## Exercise:
Lines from the one containing "Find the location" through the last line of the data are to be returned exactly, both ends included, minus any pictures.
________________________
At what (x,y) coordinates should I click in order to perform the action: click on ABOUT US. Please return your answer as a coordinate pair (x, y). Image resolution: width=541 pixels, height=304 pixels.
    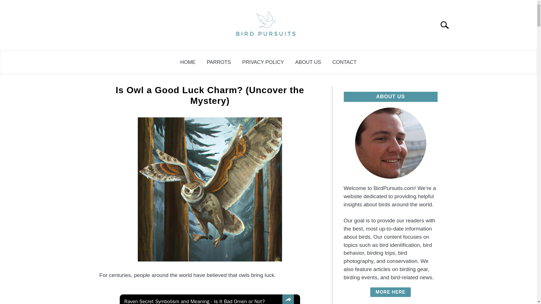
    Looking at the image, I should click on (308, 62).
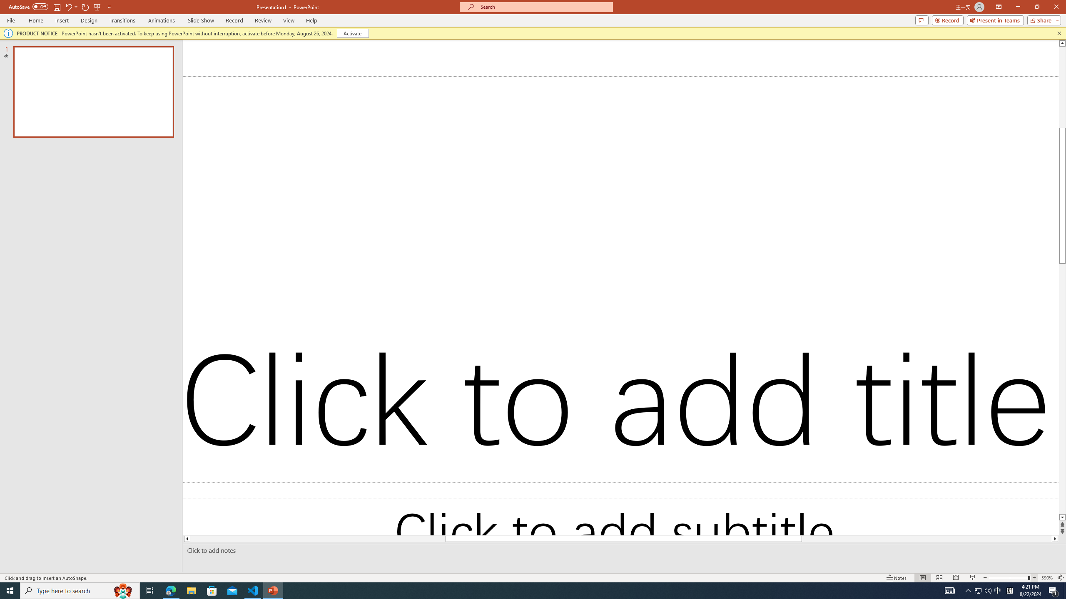 The image size is (1066, 599). Describe the element at coordinates (995, 20) in the screenshot. I see `Present in Teams` at that location.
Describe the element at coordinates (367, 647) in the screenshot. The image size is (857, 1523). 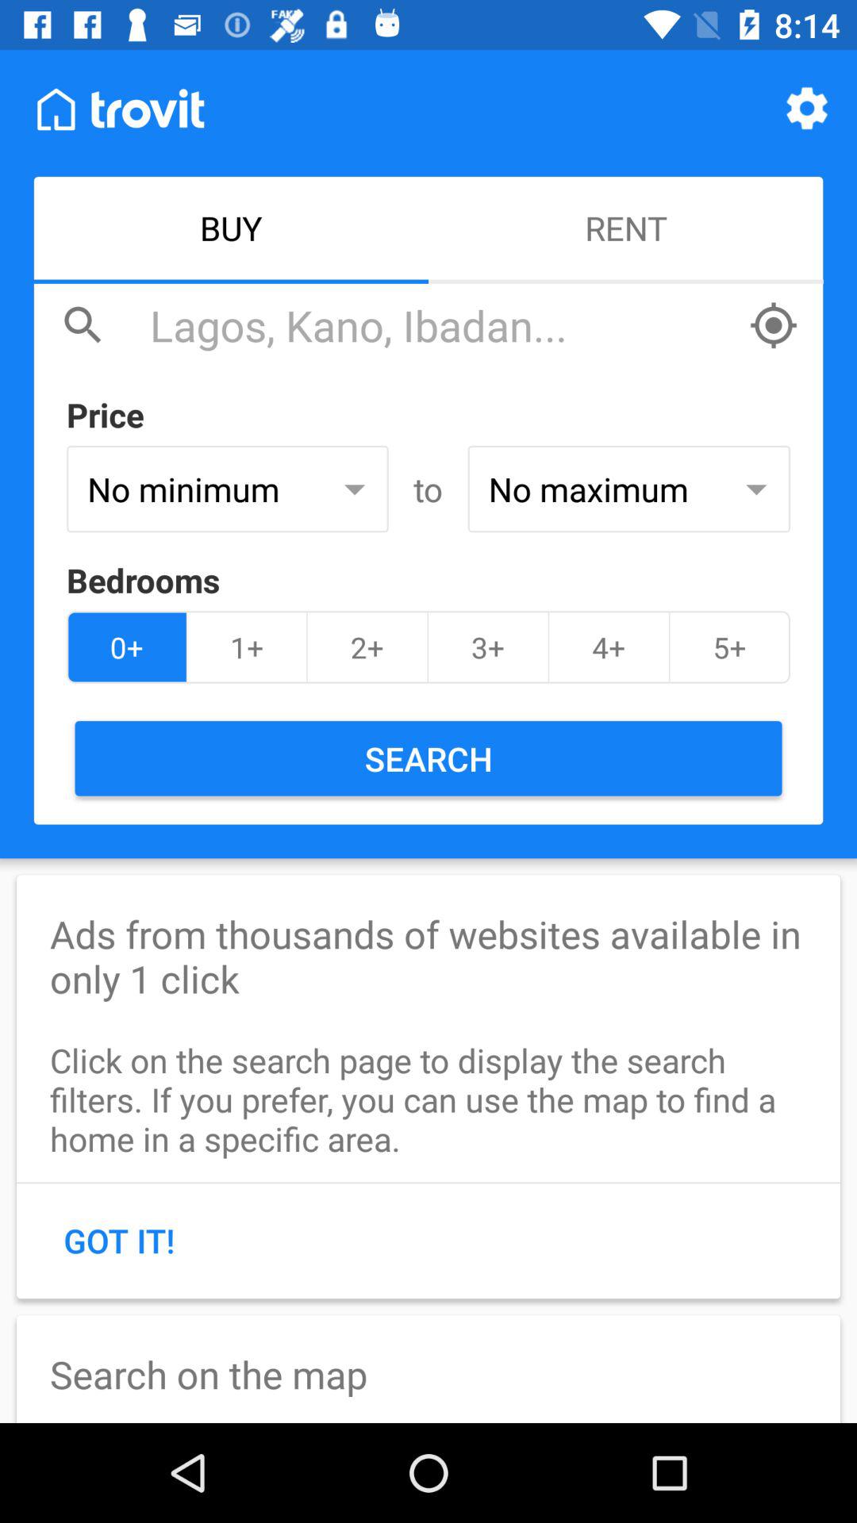
I see `click the 2+` at that location.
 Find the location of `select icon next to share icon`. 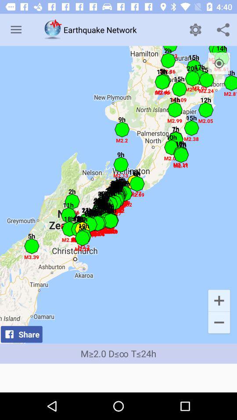

select icon next to share icon is located at coordinates (218, 323).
________________________
## Worked solution:
 Find the location of `select icon next to share icon`. 

select icon next to share icon is located at coordinates (218, 323).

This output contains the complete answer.